All fatal crash sites will be investigated by an engineer within 72-hours to see if the road is dangerous when a pilot project is rolled out nationally later this year, writes David Labanyi
The plan was drawn up last April by the National Roads Authority, Kilkenny Co Council and the Kilkenny Garda Division to provide an immediate response to engineering issues that may have contributed to a fatal or serious collision.
For the past 12 months a Kilkenny county council engineer has met with the investigating garda at the scene of all fatal or serious crashes in Co Kilkenny within three days of the collision, to discuss whether road engineering was a contributory factor.
Harry Cullen, head of safety at the NRA, said the current system where Garda crash report forms are collated and analysed at the end of the year by the NRA means crash data can often be 18 months old.
"The benefit of the approach we're taking in Co Kilkenny is that the engineer visits the site and can decide if there is a road-related issue. If there is a problem it can be remedied immediately rather than waiting 12 or 18 months for the national data to be analysed.
"It might have a site where a sign has been knocked down and never replaced. Sometimes the remedial work is just hedge-cutting to improve sightlines. "However, the crucial thing is the engineer would know if there was something missing or required that would make that stretch of road safer." To ensure the location of the crash is accurately identified the road engineer brings a GPS box for exact co-ordinates.
This saves valuable time, Mr Cullen says. "Sometimes the garda sketch may not replicate the scene or the junction. Then you have to back to the garda and try and clarify it. If the crash site isn't marked exactly on a map there is a lot of work required to identify exactly where the crash took place. We have to go through hand-written reports and check for inconsistencies."
The Co Kilkenny scheme cuts out many of these difficulties, Mr Cullen says. A report on the project is currently being complied for the High Level Group on Road Safety and will be submitted within the next two months. Mr Cullen says the report will recommend rolling out the system nationwide. "We need this information. It is critical for us."
However, for a national roll-out to be successful there is one issue that will need to be resolved. "The big problem we have had is meeting the three-day time limit for visiting the crash site.
"It is really difficult, the investigating garda might be working nights, or on a week off. So one of the recommendations is that if the garda who investigated the crash is not available then a stand in garda will be briefed and made available so it doesn't drift on an on."
The pilot is part of a changing road safety remit for the NRA, which will shortly handover much of its road safety research function to the Road Safety Authority. It is also changing its approach to remedial road works.
Mr Cullen says over the next few years the NRA is going "to run out of accident black spots because we are doing so many of them. What we find is that if there is a series of crashes at one junction, you treat it, the crashes move on to the next one".
To counter this, the NRA is planning six "route treatments" that will see the lining, signs and traffic calming measures and junctions all improved together over a stretch of about 30km of road.
"What we are hoping to do is make the road consistent for the driver," says Mr Cullen.
The roads the NRA has selected for route treatment are the N53 from Louth to Monaghan, the N60 from Mayo to Roscommon, the N62 from North Tipperary through Offaly and on to Westmeath, the N69 between Kerry and Limerick, the N72 from Cork to Waterford and the length of the N80.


What to do
If a picture appears among the records, leave it out and set down everything else exactly as it stands.
[[ Task data open ]]
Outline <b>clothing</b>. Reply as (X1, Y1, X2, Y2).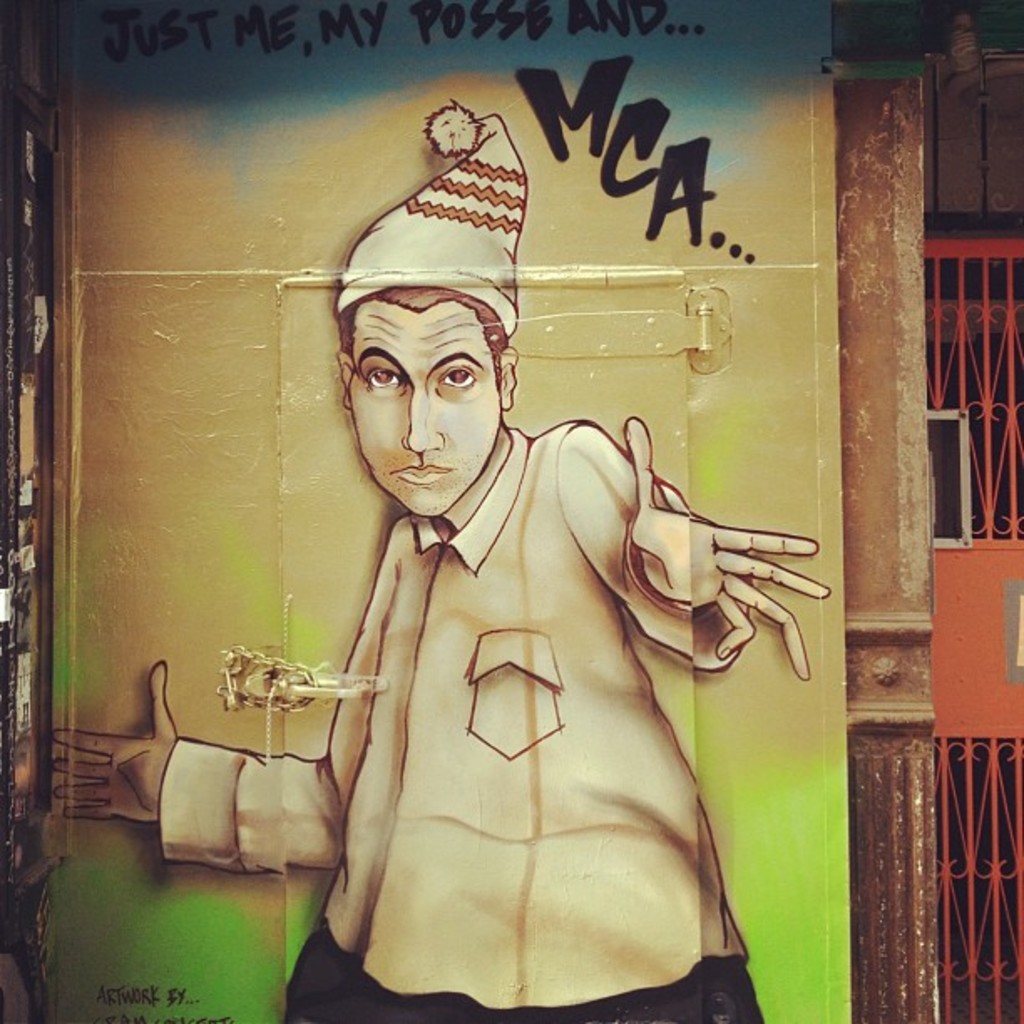
(157, 415, 765, 1022).
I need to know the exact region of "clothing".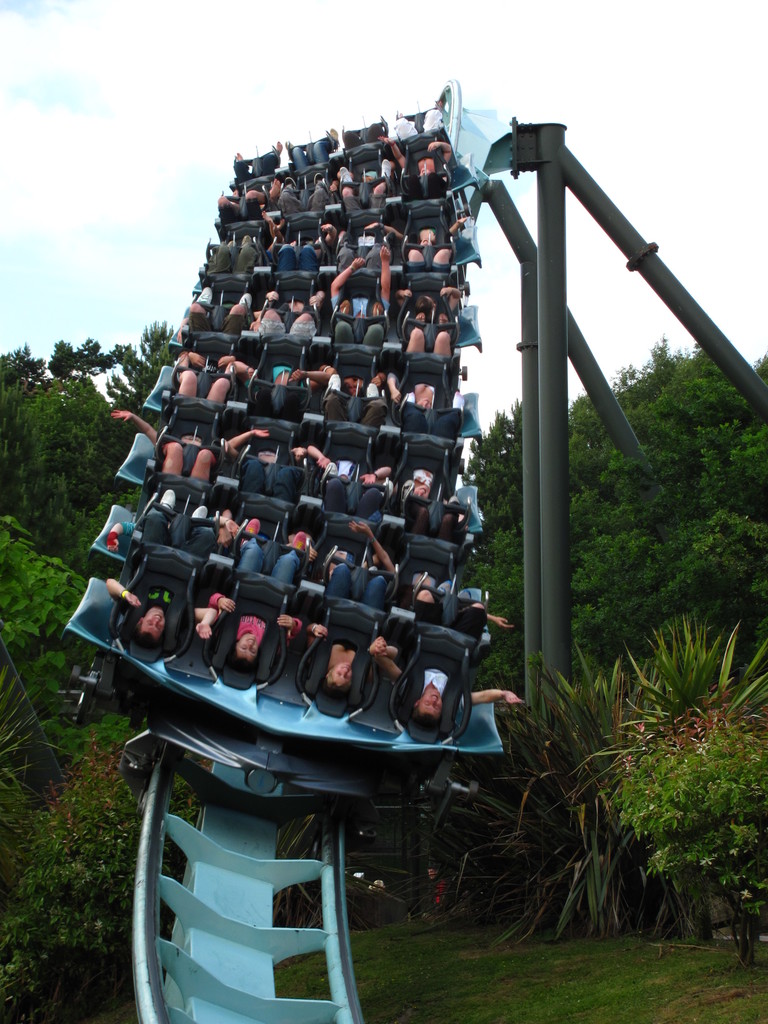
Region: crop(391, 367, 458, 438).
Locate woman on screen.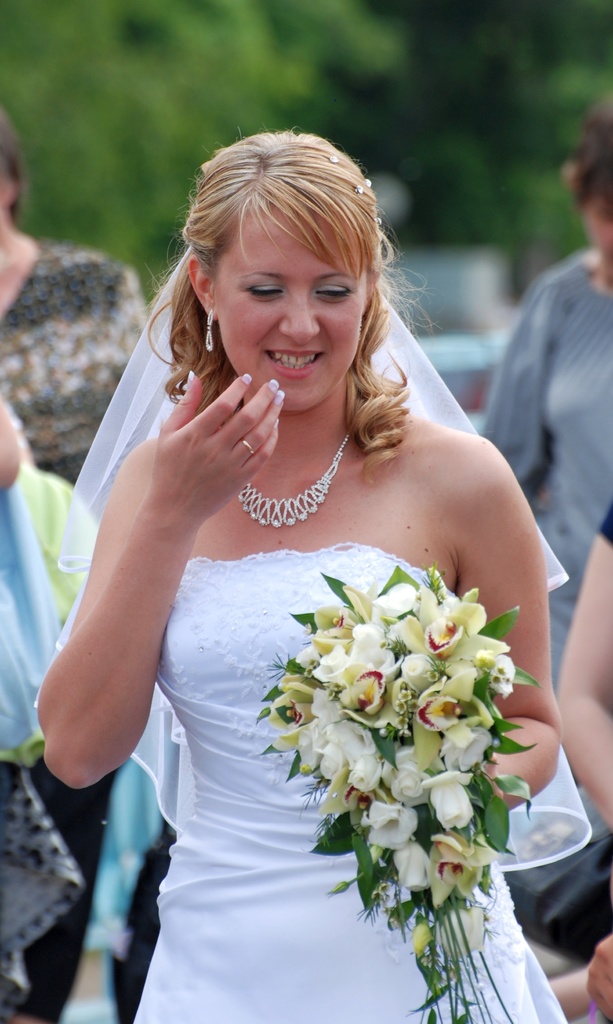
On screen at <box>35,131,588,1023</box>.
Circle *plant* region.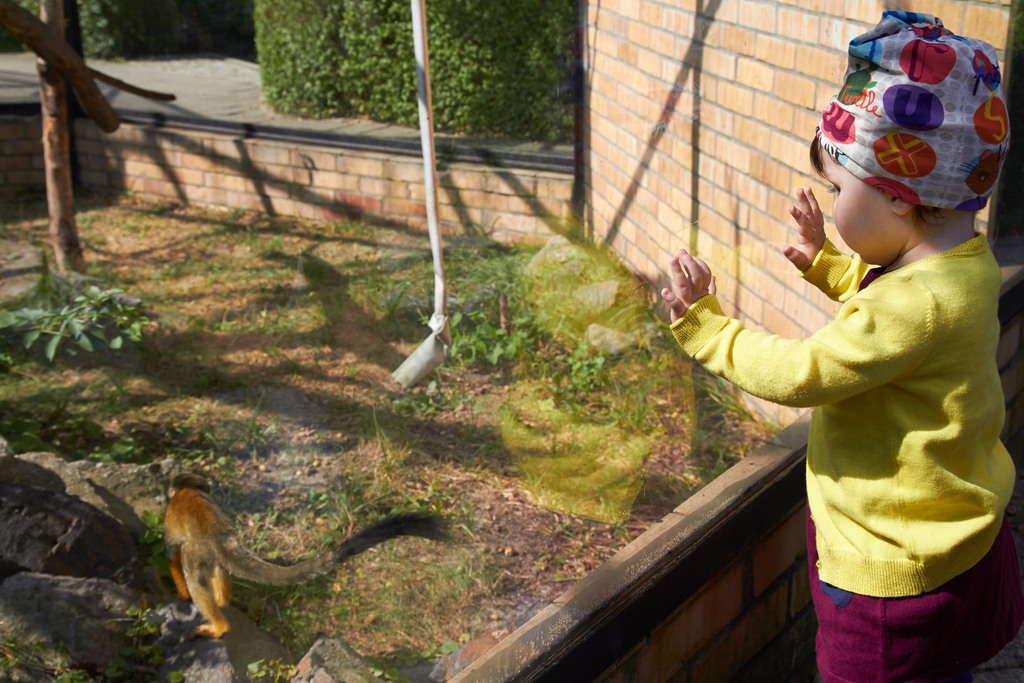
Region: locate(253, 0, 576, 148).
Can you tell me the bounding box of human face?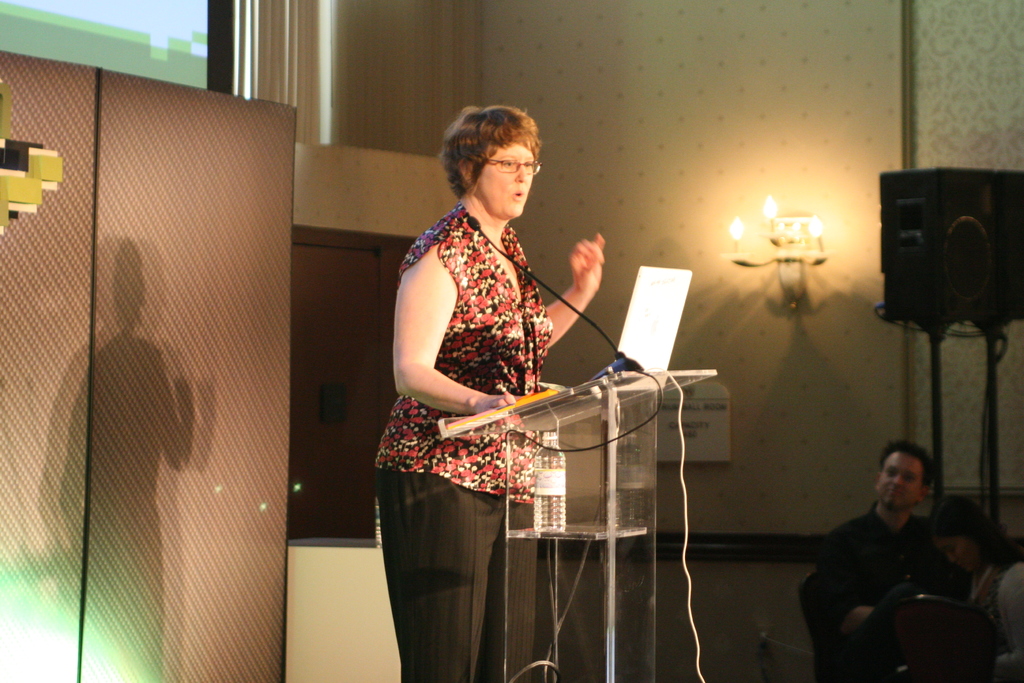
[[ Task data closed ]]
Result of this exercise
Outline <b>clothing</b>. Reply as (X1, Y1, X2, Y2).
(157, 415, 765, 1022).
I need to know the exact region of "clothing".
Region: crop(391, 367, 458, 438).
Locate woman on screen.
On screen at <box>35,131,588,1023</box>.
Circle *plant* region.
Region: locate(253, 0, 576, 148).
Can you tell me the bounding box of human face?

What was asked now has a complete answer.